Shitty Inheritances
My last name's Bentley. This means I get asked a lot if I'm "one of those Bentleys". Including when I'm at a Toyota dealership buying a Prius. Look, if I was one of those Bentleys, I'd save gas by converting my car to burn 100-dollar bills. But the point is, I'd love to be "one of those Bentleys."
So it kinda makes me feel for people with last names whose association is not of Old and Nouveau Riche, commuting together. But what about the Alzheimers' reunion at Disneyland? They can't get shirts. And if you thought, like I did, that the reason for their not getting shirts was not the fear of askance glances but because no one would remember to pick them up, you're going to hell too. But, hey, those names got their fear through study and effort, and that is to be admired.
It's the Shrapnels who bear the original sin of their progenitor. Lieutenant Henry Shrapnel devised a way to kill people that would be unsurpassed for 100 years. And so he became famous. But not in the, y'know, good way.
For the solution to this problem, which Harry could hardly have foreseen, we must turn to that great compendium of knowledge and sage advice: Professional Sports. Selling naming rights on his new invention would have yielded riches enough for him to endow a prize better than Alfred Nobel's. And he could have made more than mere stadia because everyone can agree on a negative. To wit: only GM would want to name a new pleasurable experience the, e.g., GM Orgasm. But every car company in the world that isn't Honda could agree to call a new munition the "Honda Accord Instrument of Death and Sadness."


Filter the entries down to the lines containing "label", and copy those lines.

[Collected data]
################

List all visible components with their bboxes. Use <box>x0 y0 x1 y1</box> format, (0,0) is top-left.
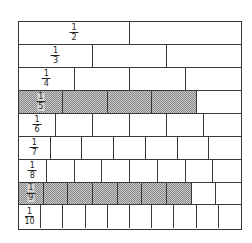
shaded-fraction-cell: 19 <box>19 183 44 205</box>
fraction-cell <box>108 205 130 228</box>
fraction-label: 110 <box>24 208 36 226</box>
shaded-fraction-cell: 15 <box>19 91 63 113</box>
shaded-fraction-cell <box>68 183 93 205</box>
fraction-row-8: 18 <box>19 160 241 183</box>
fraction-cell <box>178 137 210 159</box>
fraction-cell <box>146 137 178 159</box>
fraction-cell <box>114 137 146 159</box>
fraction-cell <box>204 114 241 136</box>
fraction-label: 15 <box>36 93 45 111</box>
fraction-cell <box>152 205 174 228</box>
fraction-label: 14 <box>42 70 51 88</box>
fraction-cell <box>174 205 196 228</box>
fraction-wall: 1213141516171819110 <box>18 21 242 230</box>
fraction-numerator: 1 <box>31 139 38 147</box>
fraction-cell <box>186 160 214 182</box>
fraction-cell <box>130 114 167 136</box>
fraction-denominator: 2 <box>70 34 77 42</box>
fraction-cell: 18 <box>19 160 47 182</box>
fraction-denominator: 4 <box>43 80 50 88</box>
fraction-row-10: 110 <box>19 205 241 228</box>
fraction-label: 13 <box>51 47 60 65</box>
shaded-fraction-cell <box>93 183 118 205</box>
fraction-cell <box>41 205 63 228</box>
fraction-cell <box>93 45 167 67</box>
fraction-cell <box>197 91 241 113</box>
shaded-fraction-cell <box>152 91 196 113</box>
fraction-denominator: 10 <box>24 218 36 226</box>
fraction-cell <box>167 114 204 136</box>
fraction-cell <box>209 137 241 159</box>
fraction-cell <box>82 137 114 159</box>
fraction-cell <box>219 205 241 228</box>
fraction-cell: 13 <box>19 45 93 67</box>
shaded-fraction-cell <box>44 183 69 205</box>
fraction-cell: 110 <box>19 205 41 228</box>
fraction-row-2: 12 <box>19 22 241 45</box>
fraction-cell <box>47 160 75 182</box>
fraction-cell <box>130 22 241 44</box>
fraction-cell: 16 <box>19 114 56 136</box>
fraction-denominator: 3 <box>52 57 59 65</box>
fraction-row-7: 17 <box>19 137 241 160</box>
fraction-cell: 14 <box>19 68 75 90</box>
fraction-numerator: 1 <box>52 47 59 55</box>
fraction-numerator: 1 <box>37 93 44 101</box>
fraction-cell <box>192 183 217 205</box>
fraction-cell <box>216 183 241 205</box>
fraction-cell <box>86 205 108 228</box>
fraction-cell <box>102 160 130 182</box>
fraction-cell <box>213 160 241 182</box>
fraction-label: 18 <box>28 162 37 180</box>
fraction-cell <box>130 205 152 228</box>
fraction-label: 16 <box>32 116 41 134</box>
shaded-fraction-cell <box>63 91 107 113</box>
fraction-label: 17 <box>30 139 39 157</box>
fraction-denominator: 5 <box>37 103 44 111</box>
fraction-label: 19 <box>26 184 35 202</box>
fraction-cell <box>63 205 85 228</box>
fraction-row-6: 16 <box>19 114 241 137</box>
fraction-row-4: 14 <box>19 68 241 91</box>
fraction-numerator: 1 <box>33 116 40 124</box>
fraction-cell <box>167 45 241 67</box>
fraction-numerator: 1 <box>70 24 77 32</box>
fraction-denominator: 6 <box>33 126 40 134</box>
fraction-row-9: 19 <box>19 183 241 206</box>
fraction-cell <box>130 68 186 90</box>
fraction-cell: 17 <box>19 137 51 159</box>
shaded-fraction-cell <box>167 183 192 205</box>
fraction-denominator: 7 <box>31 149 38 157</box>
fraction-cell <box>158 160 186 182</box>
fraction-cell <box>130 160 158 182</box>
fraction-denominator: 9 <box>27 194 34 202</box>
fraction-numerator: 1 <box>27 184 34 192</box>
fraction-cell <box>93 114 130 136</box>
fraction-cell <box>51 137 83 159</box>
fraction-label: 12 <box>70 24 79 42</box>
fraction-cell <box>75 160 103 182</box>
fraction-numerator: 1 <box>26 208 33 216</box>
fraction-cell <box>197 205 219 228</box>
shaded-fraction-cell <box>108 91 152 113</box>
fraction-numerator: 1 <box>43 70 50 78</box>
fraction-cell: 12 <box>19 22 130 44</box>
fraction-row-3: 13 <box>19 45 241 68</box>
fraction-row-5: 15 <box>19 91 241 114</box>
fraction-denominator: 8 <box>29 172 36 180</box>
fraction-cell <box>56 114 93 136</box>
shaded-fraction-cell <box>142 183 167 205</box>
fraction-cell <box>186 68 242 90</box>
fraction-numerator: 1 <box>29 162 36 170</box>
fraction-cell <box>75 68 131 90</box>
shaded-fraction-cell <box>118 183 143 205</box>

################

§ Result of the exercise
fraction-label: 110 <box>24 208 36 226</box>
fraction-label: 15 <box>36 93 45 111</box>
fraction-label: 14 <box>42 70 51 88</box>
fraction-label: 13 <box>51 47 60 65</box>
fraction-label: 18 <box>28 162 37 180</box>
fraction-label: 16 <box>32 116 41 134</box>
fraction-label: 17 <box>30 139 39 157</box>
fraction-label: 19 <box>26 184 35 202</box>
fraction-label: 12 <box>70 24 79 42</box>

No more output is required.